I used to say in the 1980s that DEC's unofficial motto was "Anything worth doing is worth doing three times" because they tended to launch parallel sets of projects in threes. The company's ill-fated trifecta of entries into the PC market in 1982 had all failed: the Rainbow, like other systems in the early 1980s, was not hardware-compatible with the IBM PC, and thus got key applications late, if ever. The WPS-8 system was too limited (word processing only, with an under-powered CP/M add-in card); the Professional 350 was too expensive and slow as a result of a fatal decision to try to fit 50 pounds of RSX-11M+ operating system into a desktop system, and had no ready library of ISV applications.So for round 2, the company decided to design a PC around its strengths: networking and high-powered minicomputers that could be used as servers. The PC was called the "VAXmate", and the original version did not even have a hard disk or an exposed bus into which option cards could be added.

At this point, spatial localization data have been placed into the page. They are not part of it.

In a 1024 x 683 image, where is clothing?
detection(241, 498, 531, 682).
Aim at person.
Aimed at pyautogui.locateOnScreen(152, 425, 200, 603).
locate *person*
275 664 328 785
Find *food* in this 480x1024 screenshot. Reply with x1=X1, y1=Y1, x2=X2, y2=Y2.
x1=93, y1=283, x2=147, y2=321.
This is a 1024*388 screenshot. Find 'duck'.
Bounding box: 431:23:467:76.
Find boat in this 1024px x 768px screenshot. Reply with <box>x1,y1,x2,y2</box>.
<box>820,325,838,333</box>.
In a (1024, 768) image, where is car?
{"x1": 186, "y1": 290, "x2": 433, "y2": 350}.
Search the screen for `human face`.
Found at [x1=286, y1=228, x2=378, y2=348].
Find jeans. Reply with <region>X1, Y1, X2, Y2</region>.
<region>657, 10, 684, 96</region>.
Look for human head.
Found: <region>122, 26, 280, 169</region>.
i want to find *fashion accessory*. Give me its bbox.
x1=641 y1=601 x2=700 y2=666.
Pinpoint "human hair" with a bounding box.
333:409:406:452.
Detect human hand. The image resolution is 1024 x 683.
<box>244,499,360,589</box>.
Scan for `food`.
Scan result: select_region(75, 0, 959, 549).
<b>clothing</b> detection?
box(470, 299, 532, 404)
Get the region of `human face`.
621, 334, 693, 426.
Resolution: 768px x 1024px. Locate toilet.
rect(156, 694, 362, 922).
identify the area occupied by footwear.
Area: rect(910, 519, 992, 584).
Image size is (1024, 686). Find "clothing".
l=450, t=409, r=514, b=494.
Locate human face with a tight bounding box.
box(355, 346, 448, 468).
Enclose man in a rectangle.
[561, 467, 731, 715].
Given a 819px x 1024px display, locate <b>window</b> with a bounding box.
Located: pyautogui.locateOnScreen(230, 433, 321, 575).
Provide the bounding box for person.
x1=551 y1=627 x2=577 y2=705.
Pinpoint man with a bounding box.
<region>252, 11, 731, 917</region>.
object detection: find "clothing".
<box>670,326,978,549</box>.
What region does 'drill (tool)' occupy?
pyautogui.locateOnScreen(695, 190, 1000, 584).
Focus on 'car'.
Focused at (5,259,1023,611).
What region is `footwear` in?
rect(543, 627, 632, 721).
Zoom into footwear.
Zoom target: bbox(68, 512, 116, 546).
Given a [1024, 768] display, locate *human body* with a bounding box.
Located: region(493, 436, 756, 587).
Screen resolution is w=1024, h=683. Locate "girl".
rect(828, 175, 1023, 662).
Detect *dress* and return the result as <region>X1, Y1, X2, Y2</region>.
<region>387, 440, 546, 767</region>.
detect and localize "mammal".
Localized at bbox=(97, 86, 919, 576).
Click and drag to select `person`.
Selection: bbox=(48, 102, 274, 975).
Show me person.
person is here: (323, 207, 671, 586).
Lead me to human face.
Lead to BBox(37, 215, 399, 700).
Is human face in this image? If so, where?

It booted over the network, from a VAX/VMS server running software with the catchy name of "VAX/VMS Services for MS-DOS". For expansion capability, the VAXmate could be placed on top of an expansion chassis with a 10MB hard disk drive (standard at that time) and two IBM PC-compatible expansion slots. The original model was monochrome only; a color version was added about a year later as color became popular in PCs.The VAXmate and its software environment were introduced at the DECville user conference in Cannes, France in September, 1986. At a time when 10MB on a PC was a lot of storage, attendees were amazed and delighted to see mapped drives with 456MB free, which was the capacity of the hard drives used on VAXes in that era.However, the unofficial motto reared its head. At the same time, the company also introduced two internally competing products: DECnet-DOS (developed by the DECnet group) and a product called PC ALL-IN-1, developed by the company's Office Information Systems group that had productized the VMS-based ALL-IN-1 office automation system. DECnet-DOS never caught on because it did not integrate transparently into the PC environment like PATHWORKS did; PC ALL-IN-1 just didn't work well; three of the first five customers were so upset that they sued DEC.

By the spring of 1987, it was clear that the VAXmate was going to be a complete failure due to its hardware limitations. The base VAXmate unit did not have a fan, which led to thermal problems and the nickname "VAXmelt". However, customers loved the software environment transparently integrating PCs and VAXes. The PC group had a quarterly review with the VP of Low End Systems, to whom we reported. Somehow, both the Director of the PC group and the head of product management managed to be out of town on that day, so my manager, Linda Gross (now Linda Wilson) and I had to deliver the update to the VP. Our message was that the VAXmate hardware business was doomed, but there was money to be made hooking up other vendors PCs to VAX servers, creating demand for VAX CPU cycles and DEC storage, printers, networks, and professional services. And so the PC integration was born.For about two years, internal political rivalries prevented the product from getting any type of reasonable branding. By about 1989, the internal rivals had fallen by the wayside, and it became clear that the company needed to actively market and champion "PCSA". The first attempt at branding, "DEC LANworks", had to be hastily withdrawn when it turned out that the Canadian company already marketing a product called "LANworks" was not willing to license that name to DEC. The second choice for the product name was "PATHWORKS", and as they say, the rest is history.

References

  1. Alan Abrahams; David A. Low (1992). "An Overview of the PATHWORKS Product Family" (PDF). Digital Technical Journal. 4 (1).
  2. "PATHWORKS for DOS Overview" (PDF). bitsavers.org. August 1991. Retrieved 2021-01-01.
  3. Andy Goldstein (2005). "Samba and OpenVMS" (PDF). de.openvms.org. Retrieved 2021-01-01.